Mr. Blunkett : I think that the Conservative chairman of the ADC knows what he is talking about, given his experience of dealing not only with the Government but with the electorate in the area that he represents and in which he lives. [Interruption.] I think that the Conservative Whip is waiting for his list. "I've got a little list" : 87 names would have been on it this year. The Government believe that their own supporters and elected councillors have let them down. That has happened for one simple reason. Those councillors wanted to provide services, and they wanted to spend money to maintain them. 4 pm

The Government, not the local authorities, are primarily responsible for the size, and variation in size, of bills throughout the country, and there is no doubt that the way in which the proposed council tax would protect the rich would worsen the position dramatically. Over the next two days, we shall be debating the gearing effect. That will have a drastic impact on the amount that an authority must spend to raise a single extra pound to spend on services.
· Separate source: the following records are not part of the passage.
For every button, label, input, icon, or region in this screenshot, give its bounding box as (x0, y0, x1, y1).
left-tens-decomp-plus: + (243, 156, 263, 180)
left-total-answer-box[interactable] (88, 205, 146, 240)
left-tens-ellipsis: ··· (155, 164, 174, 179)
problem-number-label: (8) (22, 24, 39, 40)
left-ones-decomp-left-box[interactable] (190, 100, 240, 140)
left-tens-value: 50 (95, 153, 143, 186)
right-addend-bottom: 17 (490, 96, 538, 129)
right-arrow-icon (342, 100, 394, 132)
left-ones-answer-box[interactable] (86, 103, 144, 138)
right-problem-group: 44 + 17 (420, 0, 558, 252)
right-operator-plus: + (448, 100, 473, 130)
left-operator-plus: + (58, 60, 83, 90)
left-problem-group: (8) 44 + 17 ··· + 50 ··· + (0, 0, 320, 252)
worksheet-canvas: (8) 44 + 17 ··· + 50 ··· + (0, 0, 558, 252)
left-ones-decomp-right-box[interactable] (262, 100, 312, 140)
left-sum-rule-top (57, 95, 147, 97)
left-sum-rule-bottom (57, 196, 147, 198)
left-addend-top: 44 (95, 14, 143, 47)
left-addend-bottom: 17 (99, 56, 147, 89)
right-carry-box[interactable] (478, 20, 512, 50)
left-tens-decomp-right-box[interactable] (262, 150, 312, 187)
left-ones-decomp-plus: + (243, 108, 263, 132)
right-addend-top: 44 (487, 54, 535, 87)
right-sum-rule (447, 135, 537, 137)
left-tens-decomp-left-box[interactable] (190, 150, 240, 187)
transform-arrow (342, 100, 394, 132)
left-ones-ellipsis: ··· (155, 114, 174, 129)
In Tower Hamlets, the ratio will be 11.3 : 1, while in affluent south Buckinghamshire it will be only 2 : 1. We have tabled this amendment because of the dramatic difference between the bills that people in different areas would have to pay. The poorer the area, the more money people living there would have to find to enable an extra £1 to be spent to meet their needs.

That is silly. In such circumstances, capping is not only absurd but positively immoral ; it places a much heavier burden on the most deprived areas than on the most affluent. People living in deprived inner-city areas will not only pay more but receive less. This is the new inner-city policy : take from those who have not, and ensure that the benefits go to those who have--unless, of course, the all-ages index of social need to be provided under the council tax arrangements shows Buckinghamshire to be more deprived than Tower Hamlets.
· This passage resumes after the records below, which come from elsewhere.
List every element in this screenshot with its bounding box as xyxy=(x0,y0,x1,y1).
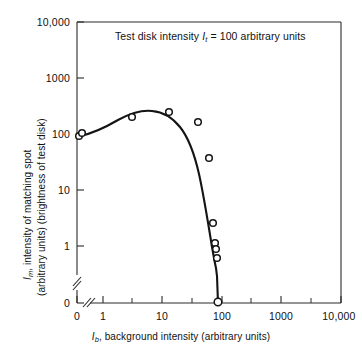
data-point xyxy=(195,119,202,126)
x-tick-label-100: 100 xyxy=(202,310,242,322)
y-axis-break-icon xyxy=(73,277,81,290)
y-tick-label-10000: 10,000 xyxy=(8,16,70,28)
x-tick-label-1000: 1000 xyxy=(261,310,301,322)
data-point xyxy=(79,130,86,137)
data-curve xyxy=(80,111,218,303)
data-point xyxy=(166,109,173,116)
y-axis-label-line1: Im, intensity of matching spot xyxy=(22,150,35,280)
y-label-symbol: I xyxy=(22,277,33,280)
y-axis-label-line2: (arbitrary units) (brightness of test di… xyxy=(36,118,47,296)
y-label-rest: , intensity of matching spot xyxy=(22,150,33,271)
y-tick-label-1000: 1000 xyxy=(8,72,70,84)
data-point xyxy=(214,298,222,306)
x-label-rest: , background intensity (arbitrary units) xyxy=(99,331,270,342)
data-point xyxy=(129,114,136,121)
x-axis-label: Ib, background intensity (arbitrary unit… xyxy=(0,331,362,344)
annotation-text-after: = 100 arbitrary units xyxy=(207,30,305,42)
x-tick-label-10: 10 xyxy=(142,310,182,322)
data-point xyxy=(206,155,213,162)
y-label-subscript: m xyxy=(26,271,35,277)
x-tick-label-1: 1 xyxy=(83,310,123,322)
data-markers xyxy=(76,109,222,306)
plot-frame xyxy=(77,22,341,303)
x-tick-label-10000: 10,000 xyxy=(317,310,361,322)
figure: 10,000 1000 100 10 1 0 0 1 10 100 1000 1… xyxy=(0,0,362,352)
chart-annotation: Test disk intensity It = 100 arbitrary u… xyxy=(115,30,306,44)
data-point xyxy=(214,255,221,262)
data-point xyxy=(213,246,220,253)
data-point xyxy=(210,220,217,227)
y-axis-ticks xyxy=(77,22,84,303)
y-tick-label-0: 0 xyxy=(8,297,70,309)
annotation-text-before: Test disk intensity xyxy=(115,30,202,42)
x-axis-ticks xyxy=(77,296,341,303)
The distribution of the national business rate has also affected the position--as have the standard spending assessments, which were originally to have been varied and improved but which will now remain the same. My hon. Friends will say more about that when we discuss other amendments.
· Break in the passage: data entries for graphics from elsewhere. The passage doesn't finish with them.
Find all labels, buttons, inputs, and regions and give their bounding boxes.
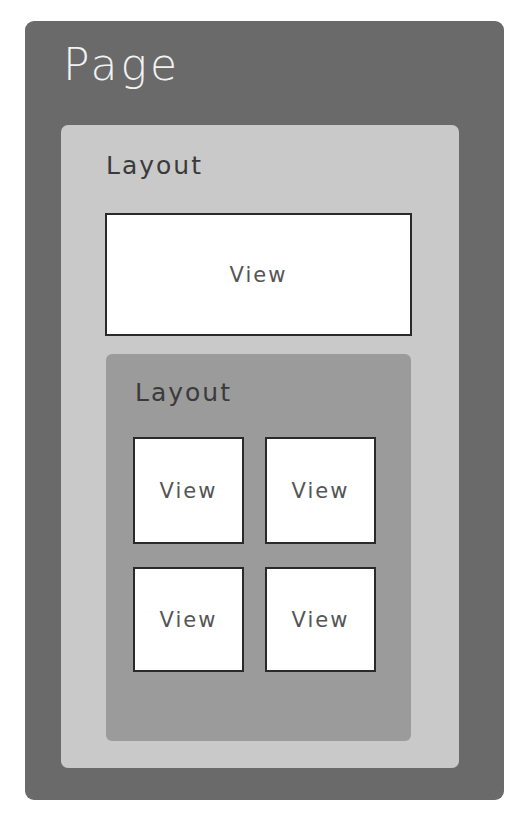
- outer-layout-label: Layout: [106, 153, 203, 178]
- grid-view: View: [133, 567, 244, 672]
- grid-view-label: View: [292, 479, 350, 503]
- grid-view: View: [133, 437, 244, 544]
- top-view: View: [105, 213, 412, 336]
- top-view-label: View: [230, 263, 288, 287]
- grid-view-label: View: [292, 608, 350, 632]
- grid-view-label: View: [160, 608, 218, 632]
- inner-layout: [106, 354, 411, 741]
- inner-layout-label: Layout: [135, 380, 232, 405]
- grid-view: View: [265, 567, 376, 672]
- grid-view-label: View: [160, 479, 218, 503]
- page-label: Page: [63, 43, 180, 87]
- grid-view: View: [265, 437, 376, 544]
All in all, we are in a mess. The mess that the Government are making, and the Conservatives' decision to continue with capping, illustrates their bewilderment about how to deal with local government finance, their despair in not knowing which way to turn and their undoubted disdain for the need to provide decent services. The Conservatives want capping, but without pain ; centralism, but without the blame ; and cuts, but not in their own pet projects or their own areas. That was made clear in the debate that took place immediately before the spring recess. It is very simple : their measures are intended to show some people that they mean business in terms of undermining public services and public spending, while also ensuring that it is the local councillors who must implement the cuts in essential provision.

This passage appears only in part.